Though such a summary sounds trite, what needs to be emphasized was that this was still in the formative days of social media. There was no Twitter and Facebook had just recently launched for the general public. Kato spent most of his time online reading bulletin boards, where the exchange was free and often coarse. Moreover, there was no widely held cautionary discourse on trolling conduct. Kato saw bulletin boards as a means of venting his frustration, and he expected sympathy in return, but all he got was grief from interlocutors who made fun of his comments. Apparently, one troll even pretended to be him in order to make him look like even more of a fool. Coincidentally, around this time his temp company contacted him to say the factory where he worked no longer needed him, and while a week later the company called again to say the factory had changed its mind and wanted him to come back, he had already sunk into a depression from which he couldn’t easily return. As the prosecutor put it, Kato had come to the conclusion that his purpose in life was just to “fill up space.” After an incident at the factory where he couldn’t find his work uniform and thought he was being forced to resign, he posted a message on the bulletin board explaining that he would carry out a sensational murder that would “dominate the news shows,” and while Mainichi interprets this post as a cry for help, no one responded, thus steeling his resolve to carry out the killings. He bought the knife and reserved the truck. So by the time Kato arrived in Akihabara, his murderous plans, not to mention his self-avowed desire to die, were already public knowledge to anyone who cared to read them online. His defense lawyers point to these revelations as proof that he wanted somebody to stop him, but nobody did.
It’s not until the end of the article that the Mainichi reporter analyzes the situation from a remove. Reality is all about what’s on the surface, says the reporter, while the internet is all about what’s below the surface, and to Kato the bulletin board community was the only family he could turn to. He could not talk to his own family. One of the constant themes of the coverage of Kato in the years just after the rampage was his mother’s cruelty. In elementary school, if he couldn’t correctly recite his multiplication tables while taking a bath, his mother would thrust his head under the water. If he ate his meals too slowly, she would physically force him to eat faster. She even altered his school drawings and compositions, adding to his frustration.

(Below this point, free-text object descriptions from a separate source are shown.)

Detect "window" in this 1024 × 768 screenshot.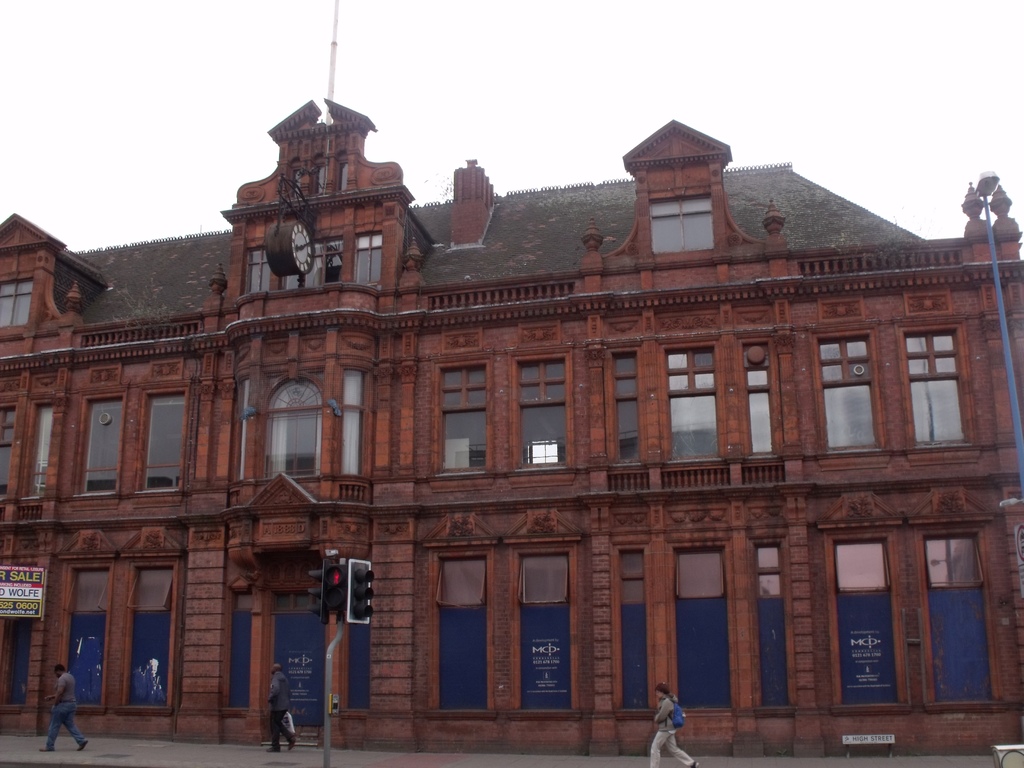
Detection: bbox=[820, 326, 884, 452].
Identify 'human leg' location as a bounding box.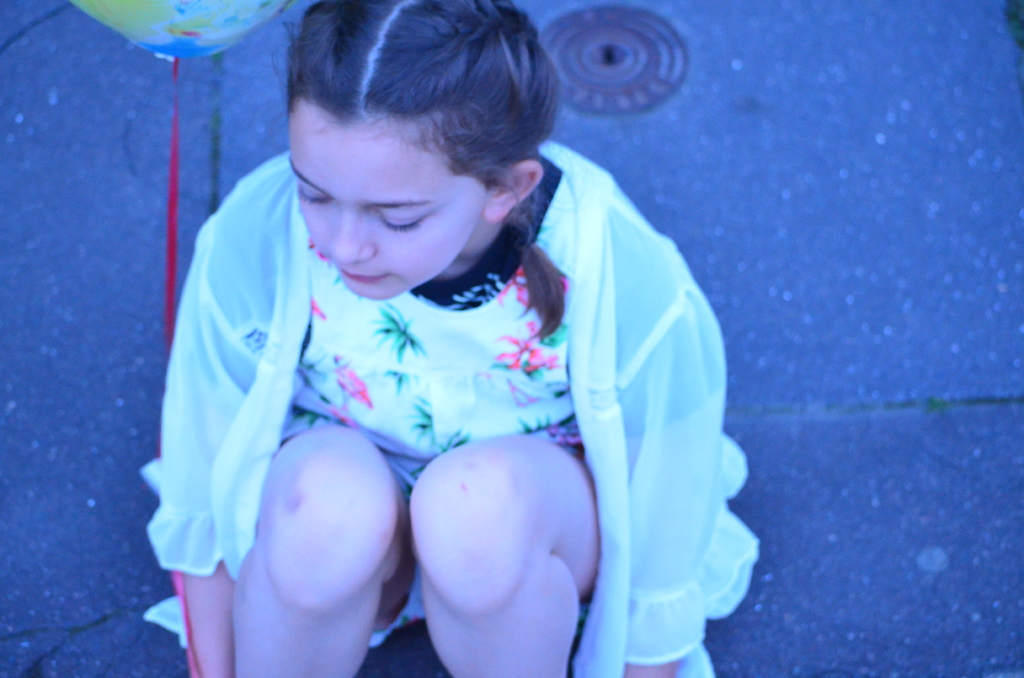
227/423/403/677.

As with almost all members of that ultra-minority of people on Japan’s death row, Kato wrote and tried to explain himself. Though he didn’t necessarily dispute the theory that he had carried out the killings as an indirect means to his own end, he explained the motivation in a different way. By choosing to die through the legal system, it didn’t actually mean he wanted to die. But once you “see hell,” he said, you don’t want to be alone, and that’s what prison is all about. Consequently, the death penalty is better.
Update (July 27, 6 p.m.): The Mainichi just posted this information about Kato possibly seeking a retrial before he was executed, which adds a whole new dimension to this story.